Turns out he was correct, given that the series ends with his sometime ally Tom Wambsgans, another former Parks and Cruise line employee, installed as CEO.

It’s a somewhat prophetic plot twist too, given that this week Disney announced that their new CEO would be Josh D’Amaro, a former finance guy who (wait for it) spent years working his way up the Parks and Cruises division.

Why It Matters

Disney Watchers are pretty sure this indicates that the company has realized its future does not lie in TV.

Not that it’s giving up on it, mind you, just that they’ve realized that they are better off at creating valuable IP that can be monetized as live experiences than they are at creating streaming services that live in the same universe as Netflix and YouTube.

It makes sense: the parks and cruises division has long been their most profitable division and it’s the one area where they completely dominate all the other players: Disneyland pretty much has no actual rivals.

It is an incredibly well-run entity, at least from a guest perspective. I often remember thinking that if major cities let Disney run their public transportation, streets and highways, they’d increase efficiency tenfold.

If there is a cloud on the theme park horizon, it’s that, like everything else in America, it’s very much become a two-tier system, where the top 15 percent of the population can buy Fast Passes and special experiences to ensure they avoid the hoi polloi, who are still paying exorbitant prices in order to wait in endless lines.

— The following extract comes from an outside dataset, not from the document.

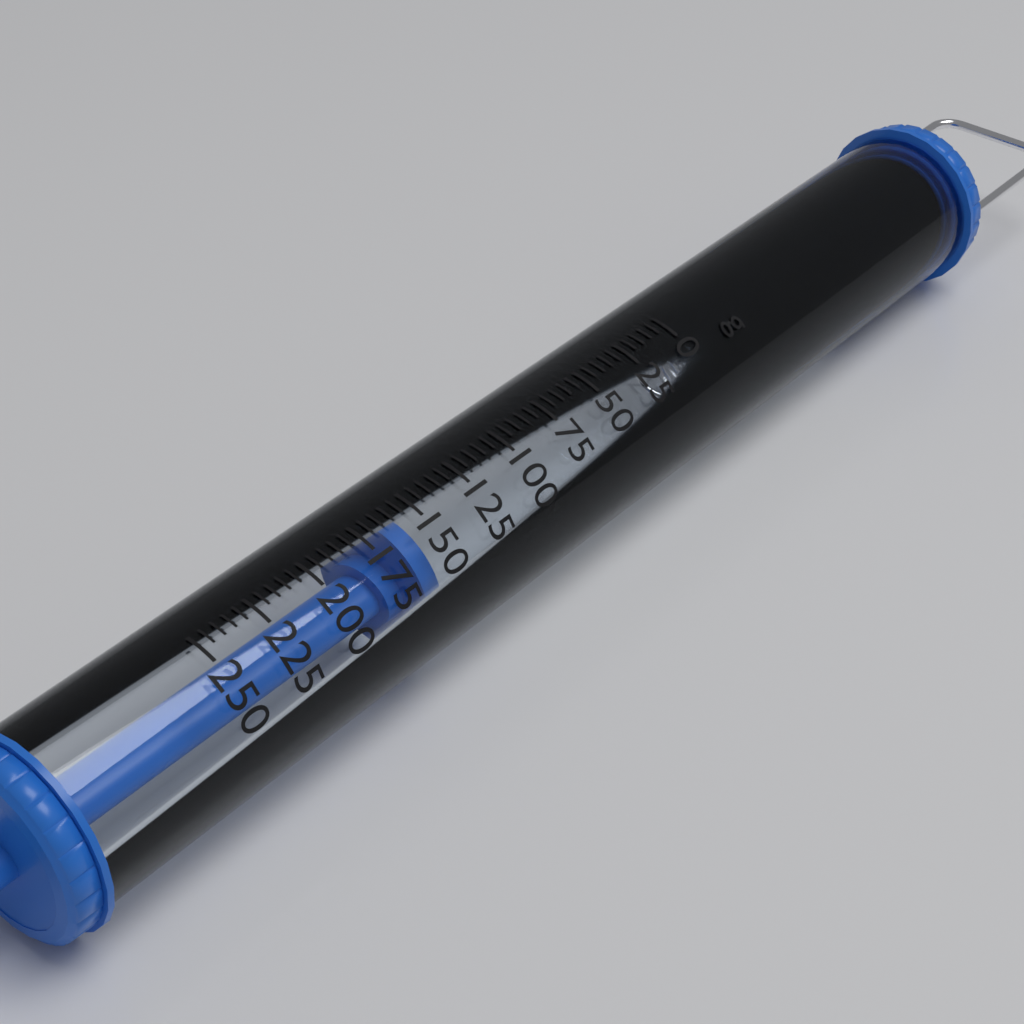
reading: 155 g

Where for some families it’s a once-in-a-lifetime vacation, whereas for others it’s just what they do on Spring Break.

That’s an asterisk though, not a deal breaker—at least not in 2020s America.

But it is something to be aware of at a time when Feudal Media puts Disney’s core audience into separate and increasingly disconnected bubbles.

What You Need To Do About It

If you are Netflix and/or HBO, this is good news, it means you’ve kind of won. Or at least that Disney has no plans to launch an all-out offensive.

They’ve got ESPN and Hulu and the Disney Channel and for now that will both generate ample profits and let them promote their IP.

ESPN in particular will prove quite valuable as sports are the only way to reach mass audiences these days and because ESPN already has a history of promoting niche sports, should one or more of them become popular with Zoomers.

If you are D’Amaro, Iger has left you in very good shape.

Your TV properties have their loyal fans, they are not going to overtake Netflix or YouTube or even HBO.

But the thing is—they don’t have to.

They just need to be a place where kids can watch The Lion King over and over and over and over again and where shows based on your massive IP empire can continue to cater to their audiences under the Disney umbrella… all while working on driving attendance in the parks and on the cruises.

Given AI and tech and all that, I am sure there are many amazing, dare I say magical, things you will be able to do with those parks and those cruises.

Trust your Imagineers, remember Walt’s dedication to detail and not letting good be the enemy of great and you’ll do just fine.

I mean you work at a place where dreams really do come true, right?

Alan Wolk is co-founder and lead analyst at the consulting firm TV[R]EV. He is the author of the best-selling industry primer, Over The Top: How The Internet Is (Slowly But Surely) Changing The Television Industry. Wolk frequently speaks about changes in the television industry, both at conferences and to anyone who’ll listen.

Week in Review is an opinion column. It does not necessarily represent the opinions of StreamTV Insider.